If you don't want to use browserTracingIntegration
, you can set up Custom Instrumentation for distributed tracing.
If you're using version 7.57.x
or below, you'll need to have our tracing feature enabled in order for distributed tracing to work.
Sentry.init({
dsn: "https://examplePublicKey@o0.ingest.sentry.io/0",
integrations: [Sentry.browserTracingIntegration()],
// Capture 100% of spans. This is useful for development and debugging. Consider reducing in production or using traceSampler
tracesSampleRate: 1.0,
tracePropagationTargets: [
"https://api.myecommerce.com",
"https://auth.myecommerce.com",
/^\/internal-api\//,
],
});
This tells Sentry to track user journeys across three places:
- Your main API server (where product data comes from)
- Your authentication server (where logins happen)
- Any API calls that start with "/internal-api/" on your current domain
This way, if a customer experiences an error during checkout, you can see the complete path their request took across these different services.
Sentry.init({
dsn: "https://examplePublicKey@o0.ingest.sentry.io/0",
integrations: [Sentry.browserTracingIntegration()],
tracePropagationTargets: [
"https://api.myapp.com",
"https://media.myapp.com",
/^\/local-api\//,
],
});
This configuration lets your app track user actions across:
- Your main API server (handles most app functions)
- Your media server (handles images, videos, etc.)
- Any local API endpoints in your app
If your app crashes while a user is uploading a photo, you can trace exactly where the problem occurred - in the app itself, the main API, or the media service.

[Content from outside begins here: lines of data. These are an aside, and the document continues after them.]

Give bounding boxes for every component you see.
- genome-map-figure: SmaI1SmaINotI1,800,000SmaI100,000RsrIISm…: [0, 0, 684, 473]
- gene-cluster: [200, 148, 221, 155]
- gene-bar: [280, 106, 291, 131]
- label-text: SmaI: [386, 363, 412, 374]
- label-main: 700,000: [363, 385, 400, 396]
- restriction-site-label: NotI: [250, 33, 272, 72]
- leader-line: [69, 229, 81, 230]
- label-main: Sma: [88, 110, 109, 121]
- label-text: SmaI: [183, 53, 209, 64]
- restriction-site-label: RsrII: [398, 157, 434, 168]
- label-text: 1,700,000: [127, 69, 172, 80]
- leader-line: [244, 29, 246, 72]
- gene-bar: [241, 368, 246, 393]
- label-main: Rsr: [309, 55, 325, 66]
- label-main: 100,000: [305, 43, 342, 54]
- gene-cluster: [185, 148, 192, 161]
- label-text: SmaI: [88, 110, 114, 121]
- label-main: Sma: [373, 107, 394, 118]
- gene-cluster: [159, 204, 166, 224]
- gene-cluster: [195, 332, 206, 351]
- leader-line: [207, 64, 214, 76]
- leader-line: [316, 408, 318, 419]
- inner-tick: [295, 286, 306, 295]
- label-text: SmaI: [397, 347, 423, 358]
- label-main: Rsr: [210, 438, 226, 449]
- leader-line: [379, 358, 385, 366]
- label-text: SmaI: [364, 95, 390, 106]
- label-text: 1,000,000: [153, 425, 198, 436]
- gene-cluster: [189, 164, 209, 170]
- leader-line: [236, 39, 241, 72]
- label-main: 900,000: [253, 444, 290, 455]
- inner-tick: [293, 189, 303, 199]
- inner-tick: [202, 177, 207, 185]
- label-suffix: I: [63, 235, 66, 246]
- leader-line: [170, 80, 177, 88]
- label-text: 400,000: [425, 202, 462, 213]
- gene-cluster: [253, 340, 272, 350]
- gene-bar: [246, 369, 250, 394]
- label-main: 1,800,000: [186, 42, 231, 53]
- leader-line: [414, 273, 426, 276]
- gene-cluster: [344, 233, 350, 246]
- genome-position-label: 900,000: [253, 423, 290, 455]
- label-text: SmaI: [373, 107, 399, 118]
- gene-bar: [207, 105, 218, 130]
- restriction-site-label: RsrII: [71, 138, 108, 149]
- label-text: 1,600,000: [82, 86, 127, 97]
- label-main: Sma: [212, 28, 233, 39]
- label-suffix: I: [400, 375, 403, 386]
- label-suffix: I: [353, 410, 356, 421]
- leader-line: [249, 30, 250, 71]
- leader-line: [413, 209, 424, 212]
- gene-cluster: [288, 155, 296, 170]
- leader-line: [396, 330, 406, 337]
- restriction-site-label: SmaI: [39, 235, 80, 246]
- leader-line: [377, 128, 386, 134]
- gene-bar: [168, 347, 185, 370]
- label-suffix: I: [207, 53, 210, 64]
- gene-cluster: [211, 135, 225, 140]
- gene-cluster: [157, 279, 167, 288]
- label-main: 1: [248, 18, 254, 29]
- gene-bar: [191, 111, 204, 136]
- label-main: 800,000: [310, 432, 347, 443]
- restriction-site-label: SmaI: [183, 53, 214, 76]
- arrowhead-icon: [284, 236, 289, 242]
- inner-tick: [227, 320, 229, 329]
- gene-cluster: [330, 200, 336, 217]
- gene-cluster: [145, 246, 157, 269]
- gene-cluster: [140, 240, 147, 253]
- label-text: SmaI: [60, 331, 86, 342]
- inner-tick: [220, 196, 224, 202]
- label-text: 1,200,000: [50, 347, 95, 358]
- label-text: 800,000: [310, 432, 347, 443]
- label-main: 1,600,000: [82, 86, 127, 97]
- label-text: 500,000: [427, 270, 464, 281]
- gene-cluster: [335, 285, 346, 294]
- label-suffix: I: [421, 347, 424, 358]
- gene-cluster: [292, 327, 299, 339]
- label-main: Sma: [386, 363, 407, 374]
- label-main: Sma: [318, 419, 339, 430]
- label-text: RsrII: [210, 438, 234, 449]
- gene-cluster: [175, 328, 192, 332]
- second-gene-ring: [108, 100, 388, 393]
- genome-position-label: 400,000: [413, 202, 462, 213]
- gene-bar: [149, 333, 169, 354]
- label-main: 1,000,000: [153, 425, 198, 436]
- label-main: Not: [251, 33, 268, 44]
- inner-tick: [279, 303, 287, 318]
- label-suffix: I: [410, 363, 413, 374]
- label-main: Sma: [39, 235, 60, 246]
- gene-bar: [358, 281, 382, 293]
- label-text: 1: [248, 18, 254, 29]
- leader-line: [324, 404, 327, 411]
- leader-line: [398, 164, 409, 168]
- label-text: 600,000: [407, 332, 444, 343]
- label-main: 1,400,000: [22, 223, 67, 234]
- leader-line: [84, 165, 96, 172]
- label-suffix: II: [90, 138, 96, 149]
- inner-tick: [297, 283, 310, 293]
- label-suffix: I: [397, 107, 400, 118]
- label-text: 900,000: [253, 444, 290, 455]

If you want to disable distributed tracing and ensure no Sentry trace headers are sent, you can configure your SDK like this:
Sentry.init({
dsn: "https://examplePublicKey@o0.ingest.sentry.io/0",
// Overwrite the defaults to ensure no trace headers are sent
tracePropagationTargets: [],
});
Remember that in order to propagate trace information through your whole distributed system, you have to use Sentry in all of the involved services and applications. Take a look at the respective SDK documentation to learn how distributed tracing can be enabled for each platform.

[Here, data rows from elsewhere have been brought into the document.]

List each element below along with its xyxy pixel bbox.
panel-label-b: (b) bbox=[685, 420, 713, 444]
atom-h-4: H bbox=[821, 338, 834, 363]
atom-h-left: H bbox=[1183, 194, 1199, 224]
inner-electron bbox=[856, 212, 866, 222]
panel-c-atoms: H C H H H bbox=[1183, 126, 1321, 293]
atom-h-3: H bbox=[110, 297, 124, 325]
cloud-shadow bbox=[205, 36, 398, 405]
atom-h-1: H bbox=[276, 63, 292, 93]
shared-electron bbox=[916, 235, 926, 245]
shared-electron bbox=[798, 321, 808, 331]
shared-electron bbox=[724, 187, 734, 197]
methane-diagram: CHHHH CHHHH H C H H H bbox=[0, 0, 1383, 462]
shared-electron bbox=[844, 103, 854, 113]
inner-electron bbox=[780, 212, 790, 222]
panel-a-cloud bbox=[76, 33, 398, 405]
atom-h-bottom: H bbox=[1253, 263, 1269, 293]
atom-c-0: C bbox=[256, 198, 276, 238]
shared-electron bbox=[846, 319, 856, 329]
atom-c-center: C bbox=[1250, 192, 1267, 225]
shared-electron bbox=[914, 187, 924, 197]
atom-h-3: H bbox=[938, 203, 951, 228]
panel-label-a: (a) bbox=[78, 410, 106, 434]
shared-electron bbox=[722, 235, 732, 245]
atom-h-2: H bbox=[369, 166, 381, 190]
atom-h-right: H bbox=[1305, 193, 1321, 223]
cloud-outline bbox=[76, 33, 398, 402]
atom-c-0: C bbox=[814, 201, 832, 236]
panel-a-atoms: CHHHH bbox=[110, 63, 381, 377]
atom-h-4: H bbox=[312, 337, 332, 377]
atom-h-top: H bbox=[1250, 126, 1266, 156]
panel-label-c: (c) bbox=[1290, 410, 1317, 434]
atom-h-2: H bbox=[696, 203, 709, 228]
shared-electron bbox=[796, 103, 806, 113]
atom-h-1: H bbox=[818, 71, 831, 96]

In the browser, the SDK automatically starts a new trace in the following situations:
- On page load: Whenever the page is (re-)loaded, a new trace is started. At the same time, a
pageload
span is created (see Performance Monitoring). Once this span ends, the trace remains until the next navigation or page load. In case the server serving the initial page already started a trace and sent the necessary HTML tags to the browser, the SDK will continue this trace instead of starting a new one. - On navigation: Whenever a user navigates (for example in a single-page application), a new trace is started. At the same time, a
navigation
span is created (see Performance Monitoring). Once this span ends, the trace remains until the next navigation or page load.
In both cases, this means that if you start spans after the automatic pageload
and navigation
spans ended, they will still be part of the same trace. This makes it easy to connect what happened before and after your span.
If necessary, you can override the default trace duration by manually starting a new trace.
Our documentation is open source and available on GitHub. Your contributions are welcome, whether fixing a typo (drat!) or suggesting an update ("yeah, this would be better").